Theater Blog Roundup: A New Era in New York Theater

Many long-time leaders of New York theaters have been retiring or dying, as Jan Simpson catalogues in a post in her blog Broadway and Me. The questions she ponders: Who will replace them and how will they overcome all the problems the theater is facing these days?

Artistic leaders are not the only people in theater going through a trying transition.

 “The more I write the less I know,” playwright Paola Alexandra Soto tells Adam Szymkowicz. If some have found the pandemic “inspirational,” enabling them to so projects they might not otherwise have launched, Soto says, “I found it to be incredibly harmful.”

Actor Jai Rodriguez, who made his Broadway debut in Rent 19 years ago, left New York theater shortly afterward, as he tells Adam Rothenberg in an interview on Call Me Adam: “To be honest, I didn’t see a future for myself in Musical Theatre (as much as I loved it). I didn’t see a whole lot of leading men who looked like me back then.”

Certainly, many once-prolific theater bloggers seem to have abandoned their sites. Maybe blogs are viewed as an outmoded platform, like DVDs. Some people seem to be viewing theater that way too. 

But there are reasons for optimism. Soto is still plugging away, Rodriguez is returning to New York for a show at 54 Below later this month, and there are still enough theater bloggers to justify (an occasional) theater blog roundup. I had wondered whether Adam Szymkowicz was through with interviewing playwrights; he hadn’t done any since last November. But now, he’s back: Adam’s interview with this latest playwright is his 1,117th

Broadway and Me: Thoughts on a New Era in New York Theater

The announced departure of  André Bishop from Lincoln Center Theater, who has led it since 1992  and Carole Rothman, from Second Stage Theater, who co-founded it in 1979, follow the deaths within the past year of Todd Haimes, who ran the Roundabout Theatre Company for 40 years; Robert LuPone, the co-founder of MCC Theater who served as its co-artistic director for 36 years, and Andrew Leynse who lead Primary Stages for 21 years. 

There are also the departures of James Nicola from New York Theatre Workshop after heading it for 34 years; Sarah Benson who lead Soho Repertory Theatre for 16 years and John Doyle, who served a comparatively short six-year term as the head of Classic Stage Company, 

“The people who take on those jobs are going to have to navigate a rockier theatrical landscape than we’ve seen in a long time,” she points out, including still-skittish theatergoers, and increasing demands for inclusion and for better working conditions. Yet she’s not discouraged.  A similarly rock landscape face the “now old-timers” and they made the most of it.

Ken Davenport used a focus group to discover 3 Things Standing in the Way of Audiences Seeing More Broadway Shows.

These were: they don’t have the time, they can’t find someone to go with (often the spouse isn’t interested), and they don’t know the story in advance. In a subsequent post , he elaborates on a fourth: Theatergoers would be more likely to buy tickets to a show if it were easier to exchange the tickets for another if something came up.

Cabaret, at $24 million, is Broadway’s costliest revival

“Investing in Cabaret  at the August Wilson Theatre this spring might seem like a safe bet, after the success of the Kander & Ebb classic in London and earlier productions in New York. That’s until you see the price tag: $24.25 million, a record for a Broadway revival….Cabaret‘s largest line item is its $9.4 million physical production. That includes millions from investors to transform the August Wilson into a Weimar-era nightclub, designed by Tom Scutt, where the show will be performed for an audience of about 1050. (There’s also a pre-show with actors and musicians interacting with the audience.)

Brian Eugenio Herrera devotes an entire issue of his #TheatreClique to his favorite playwright, María Irene Fornés 

On JK’s Theatre Scene,  Jeff Kyler is celebrating 40 years of seeing shows on Broadway

Author: New York Theater

Jonathan Mandell is a 3rd generation NYC journalist, who sees shows, reads plays, writes reviews and sometimes talks with people.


PROBLEM REQUIREMENTS: Whenever a line in the material below contains "structured", copy that line.

EXTRACTED INFORMATION:
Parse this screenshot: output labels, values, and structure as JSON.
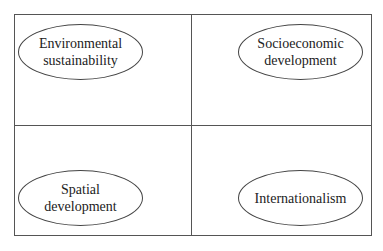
{
  "diagram": {
    "quadrants": [
      {
        "position": "top-left",
        "label": "Environmental\nsustainability"
      },
      {
        "position": "top-right",
        "label": "Socioeconomic\ndevelopment"
      },
      {
        "position": "bottom-left",
        "label": "Spatial\ndevelopment"
      },
      {
        "position": "bottom-right",
        "label": "Internationalism"
      }
    ],
    "colors": {
      "border": "#555555",
      "background": "#ffffff",
      "text": "#222222"
    }
  }
}
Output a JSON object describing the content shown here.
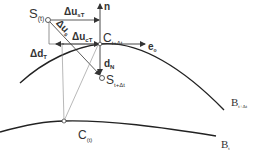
{
  "diagram": {
    "type": "geometric-vector-diagram",
    "labels": {
      "s_t": {
        "main": "S",
        "sub": "(t)"
      },
      "n": {
        "main": "n"
      },
      "du_sT_top": {
        "main": "Δu",
        "sub": "sT"
      },
      "du_s": {
        "main": "Δu",
        "sub": "s"
      },
      "du_cT": {
        "main": "Δu",
        "sub": "cT"
      },
      "c_tdt": {
        "main": "C",
        "sub": "t+Δt"
      },
      "e_o": {
        "main": "e",
        "sub": "o"
      },
      "dd_T": {
        "main": "Δd",
        "sub": "T"
      },
      "d_N": {
        "main": "d",
        "sub": "N"
      },
      "s_tdt": {
        "main": "S",
        "sub": "t+Δt"
      },
      "c_t": {
        "main": "C",
        "sub": "(t)"
      },
      "b_tdt": {
        "main": "B",
        "sub": "t+Δt"
      },
      "b_t": {
        "main": "B",
        "sub": "t"
      }
    },
    "colors": {
      "line": "#333333",
      "thin_line": "#777777",
      "text": "#333333",
      "background": "#ffffff"
    }
  }
}
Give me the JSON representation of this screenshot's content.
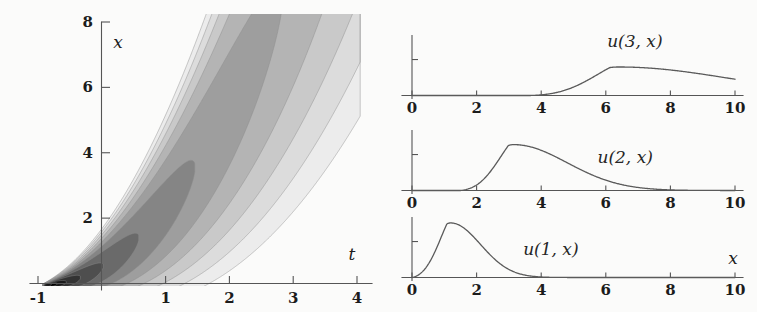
{
  "figure": {
    "background_color": "#fbfbfa",
    "width": 757,
    "height": 312
  },
  "contour_plot": {
    "name": "contour-plot-u-t-x",
    "xlabel": "t",
    "ylabel": "x",
    "t_ticks": [
      "-1",
      "1",
      "2",
      "3",
      "4"
    ],
    "t_tick_values": [
      -1,
      1,
      2,
      3,
      4
    ],
    "x_ticks": [
      "2",
      "4",
      "6",
      "8"
    ],
    "x_tick_values": [
      2,
      4,
      6,
      8
    ],
    "t_range": [
      -1,
      4
    ],
    "x_range": [
      0,
      8
    ],
    "palette": [
      "#ffffff",
      "#ececec",
      "#dcdcdc",
      "#c9c9c9",
      "#b4b4b4",
      "#9e9e9e",
      "#858585",
      "#6a6a6a",
      "#4e4e4e",
      "#333333",
      "#1a1a1a",
      "#000000"
    ],
    "contour_levels": 12,
    "core": {
      "t": 0.2,
      "x": 0.25
    }
  },
  "traces": [
    {
      "name": "u(3,x)",
      "label": "u(3, x)",
      "label_position": {
        "x": 6.9,
        "y_frac": 0.78
      },
      "peak_x": 6.4,
      "peak_height_frac": 0.46,
      "onset_x": 3.65,
      "end_value_frac": 0.1
    },
    {
      "name": "u(2,x)",
      "label": "u(2, x)",
      "label_position": {
        "x": 6.6,
        "y_frac": 0.45
      },
      "peak_x": 3.15,
      "peak_height_frac": 0.74,
      "onset_x": 1.5,
      "end_value_frac": 0.0
    },
    {
      "name": "u(1,x)",
      "label": "u(1, x)",
      "label_position": {
        "x": 4.3,
        "y_frac": 0.36
      },
      "peak_x": 1.2,
      "peak_height_frac": 0.88,
      "onset_x": 0.0,
      "end_value_frac": 0.0
    }
  ],
  "trace_axes": {
    "x_ticks": [
      "0",
      "2",
      "4",
      "6",
      "8",
      "10"
    ],
    "x_tick_values": [
      0,
      2,
      4,
      6,
      8,
      10
    ],
    "x_range": [
      0,
      10
    ],
    "xlabel": "x"
  }
}
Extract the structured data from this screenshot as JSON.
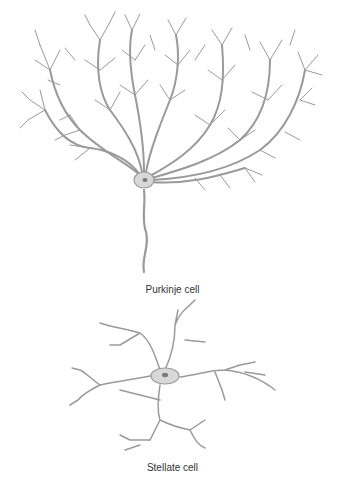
{
  "figure": {
    "panels": [
      {
        "id": "purkinje",
        "label": "Purkinje cell"
      },
      {
        "id": "stellate",
        "label": "Stellate cell"
      }
    ],
    "colors": {
      "line": "#9a9a9a",
      "soma": "#d8d8d8",
      "nucleus": "#7a7a7a",
      "label": "#333333",
      "background": "#ffffff"
    }
  }
}
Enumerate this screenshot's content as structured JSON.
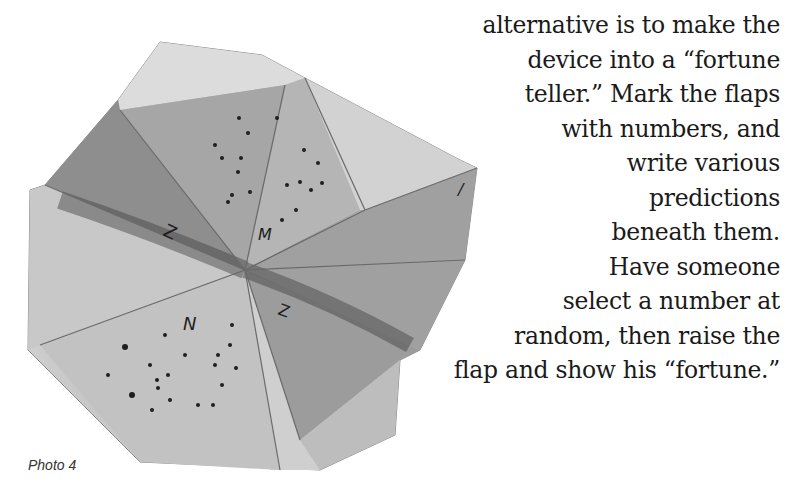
{
  "figure": {
    "caption": "Photo 4",
    "flap_marks": [
      "1",
      "2",
      "2",
      "N"
    ]
  },
  "text": {
    "lines": [
      "alternative is to make the",
      "device into a “fortune",
      "teller.” Mark the flaps",
      "with numbers, and",
      "write various",
      "predictions",
      "beneath them.",
      "Have someone",
      "select a number at",
      "random, then raise the",
      "flap and show his “fortune.”"
    ]
  },
  "colors": {
    "background": "#ffffff",
    "text": "#1a1a1a",
    "paper_light": "#d8d8d8",
    "paper_mid": "#a9a9a9",
    "paper_dark": "#6e6e6e"
  }
}
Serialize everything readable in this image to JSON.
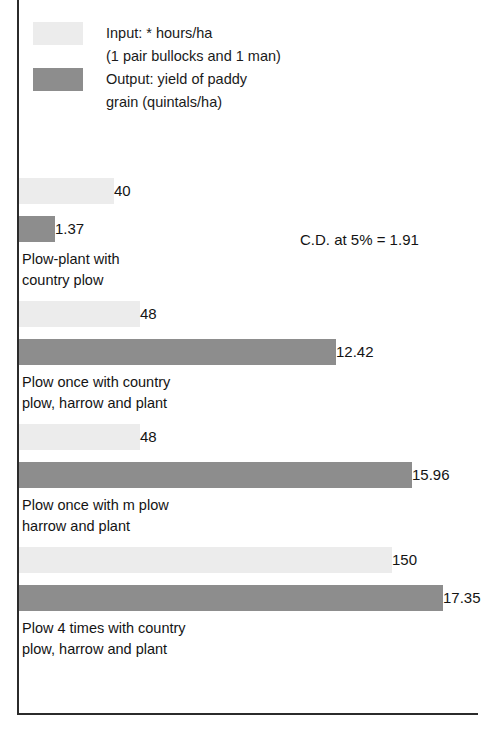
{
  "legend": {
    "items": [
      {
        "swatch": "light-gray-swatch",
        "color": "#ececec",
        "label": "Input: * hours/ha\n(1 pair bullocks and 1 man)"
      },
      {
        "swatch": "dark-gray-swatch",
        "color": "#8d8d8d",
        "label": "Output: yield of paddy\ngrain (quintals/ha)"
      }
    ]
  },
  "annotation": {
    "text": "C.D. at 5% = 1.91"
  },
  "groups": [
    {
      "label": "Plow-plant with\ncountry plow",
      "input_value": "40",
      "output_value": "1.37",
      "input_width": "95px",
      "output_width": "36px"
    },
    {
      "label": "Plow once with country\nplow, harrow and plant",
      "input_value": "48",
      "output_value": "12.42",
      "input_width": "121px",
      "output_width": "317px"
    },
    {
      "label": "Plow once with m plow\nharrow and plant",
      "input_value": "48",
      "output_value": "15.96",
      "input_width": "121px",
      "output_width": "393px"
    },
    {
      "label": "Plow 4 times with country\nplow, harrow and plant",
      "input_value": "150",
      "output_value": "17.35",
      "input_width": "373px",
      "output_width": "424px"
    }
  ],
  "chart_data": {
    "type": "bar",
    "orientation": "horizontal",
    "title": "",
    "xlabel": "",
    "ylabel": "",
    "grid": false,
    "legend_position": "top-left",
    "categories": [
      "Plow-plant with country plow",
      "Plow once with country plow, harrow and plant",
      "Plow once with m plow harrow and plant",
      "Plow 4 times with country plow, harrow and plant"
    ],
    "series": [
      {
        "name": "Input: * hours/ha (1 pair bullocks and 1 man)",
        "unit": "hours/ha",
        "color": "#ececec",
        "values": [
          40,
          48,
          48,
          150
        ]
      },
      {
        "name": "Output: yield of paddy grain (quintals/ha)",
        "unit": "quintals/ha",
        "color": "#8d8d8d",
        "values": [
          1.37,
          12.42,
          15.96,
          17.35
        ]
      }
    ],
    "annotations": [
      "C.D. at 5% = 1.91"
    ]
  }
}
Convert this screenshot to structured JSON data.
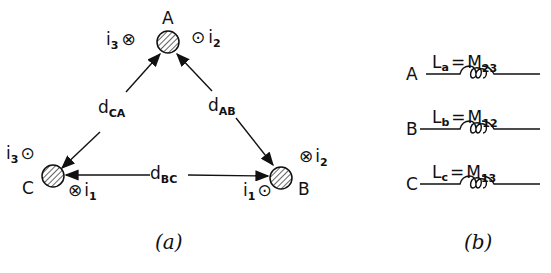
{
  "diagram_a": {
    "caption": "(a)",
    "nodes": {
      "A": {
        "label": "A",
        "left_current": "i",
        "left_sub": "3",
        "left_symbol": "⊗",
        "right_current": "i",
        "right_sub": "2",
        "right_symbol": "⊙"
      },
      "B": {
        "label": "B",
        "top_current": "i",
        "top_sub": "2",
        "top_symbol": "⊗",
        "bottom_current": "i",
        "bottom_sub": "1",
        "bottom_symbol": "⊙"
      },
      "C": {
        "label": "C",
        "top_current": "i",
        "top_sub": "3",
        "top_symbol": "⊙",
        "bottom_current": "i",
        "bottom_sub": "1",
        "bottom_symbol": "⊗"
      }
    },
    "distances": {
      "CA": {
        "main": "d",
        "sub": "CA"
      },
      "AB": {
        "main": "d",
        "sub": "AB"
      },
      "BC": {
        "main": "d",
        "sub": "BC"
      }
    }
  },
  "diagram_b": {
    "caption": "(b)",
    "inductors": [
      {
        "phase": "A",
        "L": "L",
        "L_sub": "a",
        "eq": "=",
        "M": "M",
        "M_sub": "23"
      },
      {
        "phase": "B",
        "L": "L",
        "L_sub": "b",
        "eq": "=",
        "M": "M",
        "M_sub": "12"
      },
      {
        "phase": "C",
        "L": "L",
        "L_sub": "c",
        "eq": "=",
        "M": "M",
        "M_sub": "13"
      }
    ]
  }
}
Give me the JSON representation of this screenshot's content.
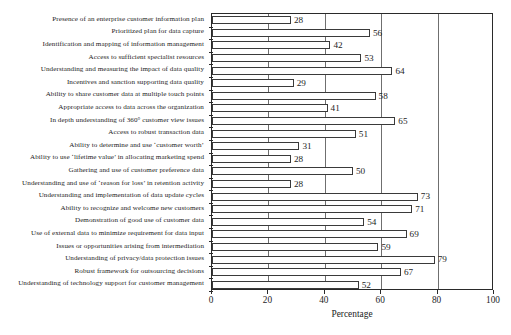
{
  "chart_data": {
    "type": "bar",
    "orientation": "horizontal",
    "title": "",
    "xlabel": "Percentage",
    "ylabel": "",
    "xlim": [
      0,
      100
    ],
    "xticks": [
      0,
      20,
      40,
      60,
      80,
      100
    ],
    "grid": true,
    "gridlines_at": [
      20,
      40,
      60,
      80
    ],
    "legend": false,
    "bar_style": {
      "fill": "#ffffff",
      "edge": "#3a3a3a"
    },
    "data_labels": true,
    "categories": [
      "Presence of an enterprise customer information plan",
      "Prioritized plan for data capture",
      "Identification and mapping of information management",
      "Access to sufficient specialist resources",
      "Understanding and measuring the impact of data quality",
      "Incentives and sanction supporting data quality",
      "Ability to share customer data at multiple touch points",
      "Appropriate access to data across the organization",
      "In depth understanding of 360° customer view issues",
      "Access to robust transaction data",
      "Ability to determine and use ‘customer worth’",
      "Ability to use ‘lifetime value’ in allocating marketing spend",
      "Gathering and use of customer preference data",
      "Understanding and use of ‘reason for loss’ in retention activity",
      "Understanding and implementation of data update cycles",
      "Ability to recognize and welcome new customers",
      "Demonstration of good use of customer data",
      "Use of external data to minimize requirement for data input",
      "Issues or opportunities arising from intermediation",
      "Understanding of privacy/data protection issues",
      "Robust framework for outsourcing decisions",
      "Understanding of technology support for customer management"
    ],
    "values": [
      28,
      56,
      42,
      53,
      64,
      29,
      58,
      41,
      65,
      51,
      31,
      28,
      50,
      28,
      73,
      71,
      54,
      69,
      59,
      79,
      67,
      52
    ]
  }
}
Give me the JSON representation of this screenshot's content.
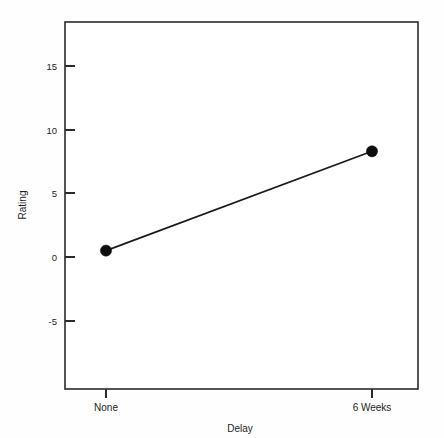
{
  "chart_data": {
    "type": "line",
    "title": "",
    "xlabel": "Delay",
    "ylabel": "Rating",
    "categories": [
      "None",
      "6 Weeks"
    ],
    "values": [
      0.5,
      8.3
    ],
    "series": [
      {
        "name": "Rating",
        "values": [
          0.5,
          8.3
        ]
      }
    ],
    "yticks": [
      15,
      10,
      5,
      0,
      -5
    ],
    "ytick_labels": [
      "15",
      "10",
      "5",
      "0",
      "-5"
    ],
    "xtick_labels": [
      "None",
      "6 Weeks"
    ],
    "ylim": [
      -8.5,
      17.5
    ],
    "xlim": [
      0,
      1
    ],
    "grid": false,
    "legend": false,
    "marker": "filled-circle",
    "line_color": "#1a1a1a",
    "marker_color": "#0d0d0d",
    "axis_color": "#2b2b2b",
    "background_color": "#ffffff"
  },
  "figure": {
    "y_axis_title": "Rating",
    "x_axis_title": "Delay"
  }
}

THE ANSWER:
Extract the structured data from this screenshot as JSON.
Enumerate this screenshot's content as structured JSON.
Convert this screenshot to structured JSON data.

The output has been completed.